5. METHODS

6. RESULTS

This exposition looked at how the mental images are connected to the production of space. It approached mental images as manifestations of the lived space, one of the components of Lefebvre's spatial triad.


A dataset of 37 mental images was analysed in the exposition by means of thematic coding and morphological analysis. The findings support two main claims:


  1. The way we remember space is active and transformative. We re-organise and re-imagine the space, creating our own coherent and legible environments, even if the physical space does not have enough cues to support this process. Body and senses play an important role in this process: in the absence of physical elements that help produce a strong mental image, the students organised their mental representations of space around embodied and sensory experiences.

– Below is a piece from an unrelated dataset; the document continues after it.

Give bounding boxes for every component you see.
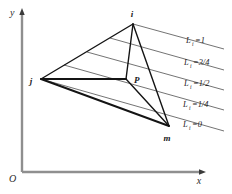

  2. Movement in space affects the morphology of the mental representation. The more we move in the space, the more we understand the space as a coherent whole rather than a collection of connected or disconnected physical elements. Certainly, it helps us navigate the space better, but it also creates a foundation for a more active engagement with the space which can be seen as a form of appropriation or an alternative way of production of space.


Seen through the lens of these findings, the lived space of Lefebvre's triad (1991) is a space of potentialities — strategies and tactics that can subvert the dominant spatial order of the conceived space. Strategies as subtle as walking (Certeau, 1984) or more proactive such as tactical urbanism are examples of creative appropriation that highlight the role of citizens as producers of urban space (Rantanen & Faehnle, 2008).


By bringing the lived space to the attention of urban planning professionals and environment-behaviour scholars, this exposition argues against spatial determinism in planning practices:


Design and Planning professionals have long been influenced by belief in a physically and spatially deterministic power over people and the environment, a belief that their representations of space become space (Wolf & Mahaffey, 2016, p. 59). 


It suggests that distorted, inconsistent and idiosyncratic mental images are more than a reduced schema of a physical environment. They support alternative re-imagining and catalyse the process of creative appropriation, enabling bottom-up urban transformation.


Methodologically, the exposition demonstrated the possibility of working with an unstructured set of mental images with the help of qualitative analysis techniques to analyse the connections between map, space and body. This method can be further expanded by combining map drawings with in-depth interviews and by including a wider sample of people into the scope of research.